Every time these organizations stamp out a new ScrumMaster, there are programmers somewhere whose lives will be made worse.

As is well known, I was an active Certified Scrum Trainer for a number of years, and in that time, did my part1 to introduce a fair number of people to Scrum. In my courses, there was always solid coverage of the necessary technical practices for doing software inside Scrum.

The Scrum creators have always respected technical practice, and Jeff Sutherland, in particular, consistently says that for best results developing software using Scrum, you need to use XP practices. Scrum is an iterative and incremental approach to building a product, and it demands a working version of the product from day one right down to today. Right down to today, the best way I know to develop software in that fashion is using XP-style practices.

The last I had the figures, there were approximately 100 Certified ScrumMasters for every Certified Scrum Developer. Development training for Scrum never took off. I’m sure that the Scrum Industrial Complex2 would say that the market wouldn’t support it. I agree that it is difficult to sell developer training, especially the general kind of training you need for Scrum, but difficult or not, the result is all too often what Martin Fowler called “flaccid Scrum”.

It’s what I call Dark Scrum. I have written extensively about Dark Scrum. I’m doing it again, right here.

When a team does not have the necessary and less than obvious technical skills to produce a shippable Scrum Increment week in and week out, the Scrum process almost inevitably goes dark. The stakeholders aren’t seeing the smooth and rapid progress they feel they were promised. The only part of the effort that they don’t understand is the development. Therefore, they conclude, there must be something wrong with the developers. Furthermore, they conclude, the developers must not be working hard enough. One manager put it in this most odious fashion:

We’ll just have to whip the ponies harder.

And that’s what happens. Pressure increases. With pressure, defects and bad code increase. No one is happy. Dark Scrum.

But that’s not my point here, though it is one of the root causes of my point. Here is my point:

I’m Down on the Scrum Industrial Complex

Scrum is a success in the market, in that there are a million or more “certified” and “professional” ScrumMasters, and lots of trained Product Owners as well. It’s true that the market price of Scrum training has fallen, as more and more would-be trainers follow the money trail, and as on-line training has replaced in-person training over the past year.

Nonetheless, the Scrum Alliance, Scrum.org, Scrum.inc, and tens if not hundreds of smaller Scrum sales organizations have been quite successful at spreading Scrum “knowledge” in the world. I expect that success to continue, though I expect to see gross revenues decline substantially. (This will not likely severely affect the top-level organizations, who take a fixed fee per certification.)

However, by my lights, every time these organizations stamp out a new ScrumMaster or Product Owner, there are a handful of programmers somewhere whose lives will not be improved, but instead quite likely made worse. They’ll be impacted by new expectations and new pressure, while they will not be given the opportunity to learn what they need to know in order to meet those expectations.

This is a bad thing. In my view, as a software developer before any of my other earned and unearned titles, it is a very bad thing.

Oh, it doesn’t rise to the level of evil of some of today’s truly serious social ills, but it’s harming people who need not be harmed, because the skills to do Scrum development well are able to be learned by any competent developer.

There are many things sold in this world that harm the people who buy them. You probably have your own list. There are fewer things sold that harm people who didn’t buy them.

Scrum is one of those things. Too often–almost always–Scrum harms people.


  1. Our part, to be fair. Almost all my Scrum training was done co-teaching with Chet Hendrickson. That said, the remarks here reflect my views, and not necessarily the views of anyone else. Except for right thinkers everywhere. That should go without saying. 

  2. I refer primarily here to Scrum Alliance, Scrum.org, Scrum.inc, and secondarily to other large orgs purveying Scrum.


■ Goal of the exercise ■
Show every line in the entries below where the word "Upper" appears.
===
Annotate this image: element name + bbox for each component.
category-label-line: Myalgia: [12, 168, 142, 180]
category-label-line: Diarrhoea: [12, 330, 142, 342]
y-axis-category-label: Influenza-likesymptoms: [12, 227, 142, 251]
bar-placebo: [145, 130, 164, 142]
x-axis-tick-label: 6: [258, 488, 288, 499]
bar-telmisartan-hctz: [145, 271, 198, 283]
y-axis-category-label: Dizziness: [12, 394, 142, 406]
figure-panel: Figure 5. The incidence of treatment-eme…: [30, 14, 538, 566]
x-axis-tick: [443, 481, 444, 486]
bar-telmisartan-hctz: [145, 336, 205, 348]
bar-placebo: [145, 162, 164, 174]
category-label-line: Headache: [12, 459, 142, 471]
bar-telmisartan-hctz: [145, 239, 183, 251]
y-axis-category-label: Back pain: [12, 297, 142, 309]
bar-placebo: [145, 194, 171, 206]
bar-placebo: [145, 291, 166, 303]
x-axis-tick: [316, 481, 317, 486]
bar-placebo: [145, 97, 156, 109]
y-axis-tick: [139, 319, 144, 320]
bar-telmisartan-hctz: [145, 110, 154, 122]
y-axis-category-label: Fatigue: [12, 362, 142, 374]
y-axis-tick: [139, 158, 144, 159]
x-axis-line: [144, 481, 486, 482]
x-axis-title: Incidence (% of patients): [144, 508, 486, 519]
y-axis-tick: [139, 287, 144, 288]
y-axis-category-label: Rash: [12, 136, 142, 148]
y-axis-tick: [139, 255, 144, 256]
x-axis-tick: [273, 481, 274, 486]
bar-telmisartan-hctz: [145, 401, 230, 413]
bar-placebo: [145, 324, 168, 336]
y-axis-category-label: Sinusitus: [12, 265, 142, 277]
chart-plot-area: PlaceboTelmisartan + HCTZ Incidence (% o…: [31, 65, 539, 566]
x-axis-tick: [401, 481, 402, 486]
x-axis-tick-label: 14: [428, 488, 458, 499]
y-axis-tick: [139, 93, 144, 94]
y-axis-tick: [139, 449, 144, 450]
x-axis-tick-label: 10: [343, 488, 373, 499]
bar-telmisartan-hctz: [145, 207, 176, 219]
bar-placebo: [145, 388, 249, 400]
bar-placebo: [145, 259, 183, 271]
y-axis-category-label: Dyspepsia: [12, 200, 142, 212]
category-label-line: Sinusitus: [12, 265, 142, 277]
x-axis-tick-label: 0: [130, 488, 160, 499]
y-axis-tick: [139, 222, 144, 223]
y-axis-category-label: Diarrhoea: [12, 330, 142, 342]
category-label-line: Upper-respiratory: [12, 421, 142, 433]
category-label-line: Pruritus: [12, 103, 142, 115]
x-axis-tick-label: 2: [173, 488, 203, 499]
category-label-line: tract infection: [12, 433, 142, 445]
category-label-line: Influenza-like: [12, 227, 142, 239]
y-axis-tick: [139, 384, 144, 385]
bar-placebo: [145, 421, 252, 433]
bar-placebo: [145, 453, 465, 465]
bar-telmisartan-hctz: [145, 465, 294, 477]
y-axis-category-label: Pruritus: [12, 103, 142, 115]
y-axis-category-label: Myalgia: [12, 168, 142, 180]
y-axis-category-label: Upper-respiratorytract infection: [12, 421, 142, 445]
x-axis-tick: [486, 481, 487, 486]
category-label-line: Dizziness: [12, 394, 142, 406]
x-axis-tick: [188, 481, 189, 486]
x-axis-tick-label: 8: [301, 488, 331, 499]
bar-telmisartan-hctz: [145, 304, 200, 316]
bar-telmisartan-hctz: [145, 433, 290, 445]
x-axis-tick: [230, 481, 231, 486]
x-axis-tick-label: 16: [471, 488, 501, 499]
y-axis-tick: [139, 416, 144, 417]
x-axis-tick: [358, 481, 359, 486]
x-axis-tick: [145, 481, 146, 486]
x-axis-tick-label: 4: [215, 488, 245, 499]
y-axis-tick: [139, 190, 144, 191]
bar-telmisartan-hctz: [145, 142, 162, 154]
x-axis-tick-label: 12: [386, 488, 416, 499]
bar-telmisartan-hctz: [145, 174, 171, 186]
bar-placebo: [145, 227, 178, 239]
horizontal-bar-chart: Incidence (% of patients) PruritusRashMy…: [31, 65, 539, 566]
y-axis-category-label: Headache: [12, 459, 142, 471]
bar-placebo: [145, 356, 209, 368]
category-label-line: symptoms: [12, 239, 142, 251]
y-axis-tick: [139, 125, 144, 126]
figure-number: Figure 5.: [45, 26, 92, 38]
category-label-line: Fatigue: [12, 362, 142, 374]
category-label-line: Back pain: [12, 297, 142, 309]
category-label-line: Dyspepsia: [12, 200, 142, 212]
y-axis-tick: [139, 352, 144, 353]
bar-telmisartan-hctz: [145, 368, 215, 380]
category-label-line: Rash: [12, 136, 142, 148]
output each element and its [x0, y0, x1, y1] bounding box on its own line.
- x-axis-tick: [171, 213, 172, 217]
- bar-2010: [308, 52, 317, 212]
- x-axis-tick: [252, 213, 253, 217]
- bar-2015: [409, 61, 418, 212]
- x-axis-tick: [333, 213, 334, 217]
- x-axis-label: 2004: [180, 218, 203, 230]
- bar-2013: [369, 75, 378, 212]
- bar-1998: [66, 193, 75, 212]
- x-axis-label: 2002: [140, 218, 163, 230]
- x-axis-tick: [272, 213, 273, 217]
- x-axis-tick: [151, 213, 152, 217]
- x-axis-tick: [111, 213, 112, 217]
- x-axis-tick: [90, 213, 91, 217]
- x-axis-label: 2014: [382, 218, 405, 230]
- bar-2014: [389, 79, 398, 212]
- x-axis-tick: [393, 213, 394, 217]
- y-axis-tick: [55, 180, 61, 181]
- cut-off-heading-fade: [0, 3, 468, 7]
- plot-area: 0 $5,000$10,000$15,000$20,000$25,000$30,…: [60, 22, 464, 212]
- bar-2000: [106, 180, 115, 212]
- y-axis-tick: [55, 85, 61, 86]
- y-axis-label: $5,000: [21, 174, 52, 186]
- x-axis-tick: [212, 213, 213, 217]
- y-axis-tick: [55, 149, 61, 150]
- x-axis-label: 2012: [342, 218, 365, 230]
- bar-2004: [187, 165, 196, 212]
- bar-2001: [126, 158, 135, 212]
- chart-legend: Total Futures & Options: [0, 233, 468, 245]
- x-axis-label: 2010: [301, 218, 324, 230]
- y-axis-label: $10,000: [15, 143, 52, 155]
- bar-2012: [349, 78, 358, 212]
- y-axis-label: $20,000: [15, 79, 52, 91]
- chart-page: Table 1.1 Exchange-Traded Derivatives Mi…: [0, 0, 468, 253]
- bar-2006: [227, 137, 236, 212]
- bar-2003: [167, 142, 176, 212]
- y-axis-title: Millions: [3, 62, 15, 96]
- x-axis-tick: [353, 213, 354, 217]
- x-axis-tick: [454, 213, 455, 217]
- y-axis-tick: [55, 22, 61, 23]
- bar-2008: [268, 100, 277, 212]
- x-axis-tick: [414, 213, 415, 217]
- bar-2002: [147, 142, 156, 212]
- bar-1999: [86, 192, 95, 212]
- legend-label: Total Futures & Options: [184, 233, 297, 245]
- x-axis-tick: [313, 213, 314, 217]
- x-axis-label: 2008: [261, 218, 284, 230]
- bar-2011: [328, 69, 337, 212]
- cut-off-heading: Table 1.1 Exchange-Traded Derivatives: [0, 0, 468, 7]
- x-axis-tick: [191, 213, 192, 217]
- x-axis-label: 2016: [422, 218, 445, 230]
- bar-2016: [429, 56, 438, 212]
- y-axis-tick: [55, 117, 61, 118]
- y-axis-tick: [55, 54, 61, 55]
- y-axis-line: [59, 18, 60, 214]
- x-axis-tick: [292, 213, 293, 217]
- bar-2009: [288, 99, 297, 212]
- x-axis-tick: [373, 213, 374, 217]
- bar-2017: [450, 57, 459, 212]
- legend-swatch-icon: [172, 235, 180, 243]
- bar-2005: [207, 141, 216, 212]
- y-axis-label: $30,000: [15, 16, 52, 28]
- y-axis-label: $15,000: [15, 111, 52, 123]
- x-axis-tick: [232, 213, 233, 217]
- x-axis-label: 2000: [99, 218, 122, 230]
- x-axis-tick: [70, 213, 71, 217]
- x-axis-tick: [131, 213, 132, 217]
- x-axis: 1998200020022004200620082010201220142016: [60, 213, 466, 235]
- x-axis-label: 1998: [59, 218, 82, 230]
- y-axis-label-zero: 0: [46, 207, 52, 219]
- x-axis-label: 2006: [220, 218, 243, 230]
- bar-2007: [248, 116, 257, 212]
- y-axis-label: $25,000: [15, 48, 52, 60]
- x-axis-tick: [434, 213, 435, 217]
===
■ Answer section ■
category-label-line: Upper-respiratory: [12, 421, 142, 433]
y-axis-category-label: Upper-respiratorytract infection: [12, 421, 142, 445]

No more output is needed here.